EL DORADO DRIVE by Megan Abbott - Spotlight
From the New York Times bestselling author of The Turnout, Megan Abbott comes a simmering, atmospheric novel of friendship and betrayal, following a women-led pyramid scheme in suburban Detroit.
All I want is to be innocent again. But that's not how it works. Especially not after the Wheel.
The three Bishop sisters (who are all so cool. I'd like to be friends with.. maybe not Diana.) grew up in privilege in the monhheyed suburbs of Detroit. But as the auto industry declined, so did their fortunes. Harper, the youngest, is barely making ends meet when her beloved, charismatic sister Pam—currently in the middle of a contentious battle with her ex-husband—and her eldest sister, Debra, approach her about joining an exciting new club.
The Wheel offers women like themselves—middle-aged and of declining means—a way to make their own money, independent of husbands or families. Quickly, however, the Wheel’s success, and their own addiction to it, leads to greater and greater risks—and a crime so shocking it threatens to bring everything down with it.
Megan Abbott turns her keen eye toward women and money in El Dorado Drive, a riveting story about power, vulnerability, and how desperation draws out our most destructive impulses.
Megan Abbott is the Edgar-winning author of the novels Beware the Woman, The Turnout, Give Me Your Hand, You Will Know Me, The Fever, Dare Me, The End of Everything, Bury Me Deep, Queenpin, The Song Is You and Die a Little.
Her writing has appeared in the New York Times, Salon, the Guardian, Wall Street Journal, the Los Angeles Times Magazine, and The Believer. Her stories have appeared in multiple collections, including the Best American Mystery Stories of 2014 and 2016.
Her work has won or been nominated for the CWA Steel Dagger, the International Thriller Writers Award, the Los Angeles Times Book Prize and five Edgar awards. Formerly a staff writer on HBO's David Simon show, The Deuce, she is now co-creator, executive producer and show-runner of Dare Me, based upon her novel, for the USA Network and, internationally, Netflix.
Born in the Detroit area, she graduated from the University of Michigan and received her Ph.D. in English and American literature from New York University.

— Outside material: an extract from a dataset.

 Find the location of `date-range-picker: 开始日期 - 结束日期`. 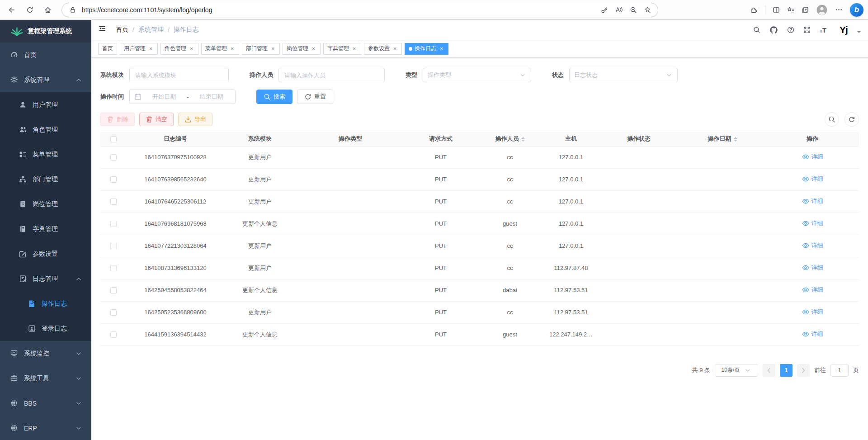

date-range-picker: 开始日期 - 结束日期 is located at coordinates (183, 97).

She has taught at NYU, the State University of New York and the New School University. In 2013-14, she served as the John Grisham Writer in Residence at Ole Miss.
She is also the author of a nonfiction book, The Street Was Mine: White Masculinity in Hardboiled Fiction and Film Noir, and the editor of A Hell of a Woman, an anthology of female crime fiction. She has been nominated for many awards, including three Edgar Awards, Hammett Prize, the Shirley Jackson Prize, the Los Angeles Times Book Prize and the Folio Prize.